Can Government Spending Really Increase Happiness?

Research suggests it can—but the real answer is more complicated.
Library shelves

In November, new research suggested the possibility of an Eden for urban planning: Appeasing citizens could be as simple as providing safe access to a public park. As Pacific Standard reported last month, the study in question found that people are happier in states that spend more on public goods such as libraries, highways, natural resources, and police protection.

Some readers, however, were skeptical of the report’s results when they were publicly released this week. In a country with an ever-widening wealth disparity, these public goods are not evenly distributed, just like the income that pays for them.

Baylor University political scientist and study author Patrick Flavin accounted for this problem, issuing his own caveat. “It could be that happier citizens self-select by moving to states that spend comparatively more on public goods,” he said. “It also is possible that happier citizens support higher spending on public goods and elect state officials to deliver on that policy.”

Here, “happier citizens” could just as easily be “wealthier citizens.” Money may not buy happiness, but a large body of research has found that poor people face significant mental health disparities.

While Flavin controls for the effects of income and location in his study, it’s impossible to separate socioeconomic status from the benefits bestowed by public goods. Income taxes fund these goods, making those who pay even happier. But there’s another way to look at it: People with more money, who have experienced firsthand the benefits of investing in public goods like parks and education, and who live in neighborhoods with higher property values, might also be more likely to support greater funding for these goods.

Moreover, not everyone lives in a state where governments are willing to spend as much on public goods. The country’s biggest spenders often have a need, but the differences in funding also depend on socioeconomic factors. According to the Washington, D.C.-based social policy think tank Urban Institute, states with a small population spread over a longer distance (i.e. Alaska) and those with lots of traffic (Maryland) spend the most on highways. D.C. spends the most on parks, followed by states with a lot of national parks. And despite its low crime rate, New York spends the second most on police. Overall, Alaska, with one of the highest median household incomes in the country, spends the most per capita—but it’s frequently ranked dismally low on lists of the happiest states.

So where does this happiness really come from? It’s a question one study alone cannot answer, but others may provide more context:

  • Can you link happiness directly to public goods? The real effects are arguably more complicated, but there is plenty of research suggesting that parks and green space have tangible benefits: giving kids a cognitive advantage, bolstering mental health, reducing stress, fostering altruism in communities, and even reviving the spirit, through work done on the “Attention Restoration Theory.” All of this might serve to make a person happier—but the effect is also linked to other socioeconomic advantages.
  • Disadvantaged communities of color often have limited access to green space, and, with it, these benefits. Historically, cities and states allowed industry to develop near these neighborhoods, away from the already healthier, and supposedly happier, upper class. This often comes with real, life-threatening consequences. For example, studies have shown that most of the industrial plants emitting carcinogenic toxins in New Orleans are located in the areas with the highest percentage of black people. Similar effects have been quantified with air pollution in Los Angeles, and across the country.
  • Parks and good schools require funding—but they also require good representation. In another study from 2011, Flavin found that “citizens with low incomes receive little substantive political representation (compared with more affluent citizens) in the policy decisions made by their state governments.” This means that while people with fewer resources want the same amenities rich people do, their demands are often ignored.
  • Paying for experiences has been found to bring consumers more joy, compared to material possessions, an effect known as the “experiential advantage.” But a 2018 study published in Psychological Science found that this effect only holds for the wealthy. People with more resources can devote money and time to concerts or movies, while lower class people are happiest purchasing things that have “practical benefit, resale value, and are physically longer lasting,” the researchers wrote. The experiences they measured were not as lofty as school tuition, but the fact remains: When you have less to spend, it’s harder—and can feel less rewarding—to pay for things that provide long-term benefit.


# WORK ORDER
Which lines of the records contain the word "pacific"? Show each of them.

*** RECORDS FOR THE TASK ***

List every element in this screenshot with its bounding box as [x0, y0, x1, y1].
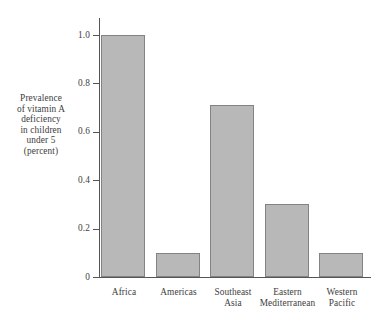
y-axis-label-line-5: under 5 — [4, 135, 78, 146]
y-tick-label-1-0: 1.0 — [30, 31, 90, 40]
bar-americas — [156, 253, 200, 277]
y-axis-label-line-1: Prevalence — [4, 93, 78, 104]
x-tick-label-western-pacific-line-1: Western — [281, 287, 389, 298]
bar-southeast-asia — [210, 105, 254, 277]
y-tick-mark-0-6 — [93, 132, 99, 133]
y-tick-label-0-2: 0.2 — [30, 224, 90, 233]
y-axis-label: Prevalence of vitamin A deficiency in ch… — [4, 93, 78, 157]
y-axis-label-line-2: of vitamin A — [4, 104, 78, 115]
y-tick-mark-0-8 — [93, 83, 99, 84]
y-axis-line — [99, 18, 100, 278]
y-tick-mark-0-4 — [93, 180, 99, 181]
y-tick-mark-0-2 — [93, 229, 99, 230]
bar-western-pacific — [319, 253, 363, 277]
x-tick-label-western-pacific-line-2: Pacific — [281, 298, 389, 309]
bar-eastern-mediterranean — [265, 204, 309, 277]
y-tick-mark-0 — [93, 277, 99, 278]
y-tick-label-0: 0 — [30, 273, 90, 282]
y-tick-label-0-6: 0.6 — [30, 127, 90, 136]
y-tick-label-0-8: 0.8 — [30, 79, 90, 88]
y-axis-label-line-3: deficiency — [4, 114, 78, 125]
bar-chart-figure: Prevalence of vitamin A deficiency in ch… — [0, 0, 389, 324]
x-tick-label-western-pacific: Western Pacific — [281, 287, 389, 310]
y-tick-mark-1-0 — [93, 35, 99, 36]
x-axis-line — [99, 277, 371, 278]
bar-africa — [101, 35, 145, 277]
y-tick-label-0-4: 0.4 — [30, 176, 90, 185]
y-axis-label-line-6: (percent) — [4, 146, 78, 157]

***

# ANSWER TO THE EXERCISE
x-tick-label-western-pacific-line-1: Western — [281, 287, 389, 298]
bar-western-pacific — [319, 253, 363, 277]
x-tick-label-western-pacific-line-2: Pacific — [281, 298, 389, 309]
x-tick-label-western-pacific: Western Pacific — [281, 287, 389, 310]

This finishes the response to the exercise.